[Aim of the exercise] Output each record below exactly, and include all of them.

Stored records:
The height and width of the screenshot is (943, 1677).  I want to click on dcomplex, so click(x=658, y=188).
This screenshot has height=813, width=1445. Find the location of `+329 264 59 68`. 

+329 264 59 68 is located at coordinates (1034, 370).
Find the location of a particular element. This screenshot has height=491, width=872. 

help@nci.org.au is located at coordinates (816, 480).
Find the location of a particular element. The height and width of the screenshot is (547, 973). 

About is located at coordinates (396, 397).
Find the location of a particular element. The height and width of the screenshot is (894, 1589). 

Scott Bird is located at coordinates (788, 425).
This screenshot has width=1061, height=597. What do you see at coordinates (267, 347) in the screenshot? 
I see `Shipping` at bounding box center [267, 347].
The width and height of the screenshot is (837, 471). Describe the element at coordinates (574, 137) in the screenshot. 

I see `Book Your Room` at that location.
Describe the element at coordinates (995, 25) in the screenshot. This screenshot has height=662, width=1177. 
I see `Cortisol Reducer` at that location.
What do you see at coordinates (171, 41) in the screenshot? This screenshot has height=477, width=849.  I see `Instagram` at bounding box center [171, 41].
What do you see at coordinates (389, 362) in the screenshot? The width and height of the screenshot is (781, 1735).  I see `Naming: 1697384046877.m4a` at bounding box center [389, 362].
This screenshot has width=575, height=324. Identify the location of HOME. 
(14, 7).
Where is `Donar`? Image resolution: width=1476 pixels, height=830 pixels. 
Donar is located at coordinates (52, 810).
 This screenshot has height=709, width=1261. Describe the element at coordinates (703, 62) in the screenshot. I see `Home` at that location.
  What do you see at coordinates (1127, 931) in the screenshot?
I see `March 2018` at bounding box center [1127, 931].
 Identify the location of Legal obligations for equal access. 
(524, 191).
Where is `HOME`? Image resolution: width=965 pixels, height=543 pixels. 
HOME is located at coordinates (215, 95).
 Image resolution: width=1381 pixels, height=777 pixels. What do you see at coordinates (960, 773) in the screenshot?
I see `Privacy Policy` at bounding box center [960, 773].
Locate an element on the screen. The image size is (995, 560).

[Result]
The height and width of the screenshot is (943, 1677).  I want to click on dcomplex, so click(x=658, y=188).
This screenshot has height=813, width=1445. Find the location of `+329 264 59 68`. 

+329 264 59 68 is located at coordinates (1034, 370).
Find the location of a particular element. This screenshot has height=491, width=872. 

help@nci.org.au is located at coordinates (816, 480).
Find the location of a particular element. The height and width of the screenshot is (547, 973). 

About is located at coordinates (396, 397).
Find the location of a particular element. The height and width of the screenshot is (894, 1589). 

Scott Bird is located at coordinates (788, 425).
This screenshot has width=1061, height=597. What do you see at coordinates (267, 347) in the screenshot? 
I see `Shipping` at bounding box center [267, 347].
The width and height of the screenshot is (837, 471). Describe the element at coordinates (574, 137) in the screenshot. 

I see `Book Your Room` at that location.
Describe the element at coordinates (995, 25) in the screenshot. This screenshot has height=662, width=1177. 
I see `Cortisol Reducer` at that location.
What do you see at coordinates (171, 41) in the screenshot? This screenshot has height=477, width=849.  I see `Instagram` at bounding box center [171, 41].
What do you see at coordinates (389, 362) in the screenshot? The width and height of the screenshot is (781, 1735).  I see `Naming: 1697384046877.m4a` at bounding box center [389, 362].
This screenshot has width=575, height=324. Identify the location of HOME. 
(14, 7).
Where is `Donar`? Image resolution: width=1476 pixels, height=830 pixels. 
Donar is located at coordinates (52, 810).
 This screenshot has height=709, width=1261. Describe the element at coordinates (703, 62) in the screenshot. I see `Home` at that location.
  What do you see at coordinates (1127, 931) in the screenshot?
I see `March 2018` at bounding box center [1127, 931].
 Identify the location of Legal obligations for equal access. 
(524, 191).
Where is `HOME`? Image resolution: width=965 pixels, height=543 pixels. 
HOME is located at coordinates (215, 95).
 Image resolution: width=1381 pixels, height=777 pixels. What do you see at coordinates (960, 773) in the screenshot?
I see `Privacy Policy` at bounding box center [960, 773].
Locate an element on the screen. The image size is (995, 560).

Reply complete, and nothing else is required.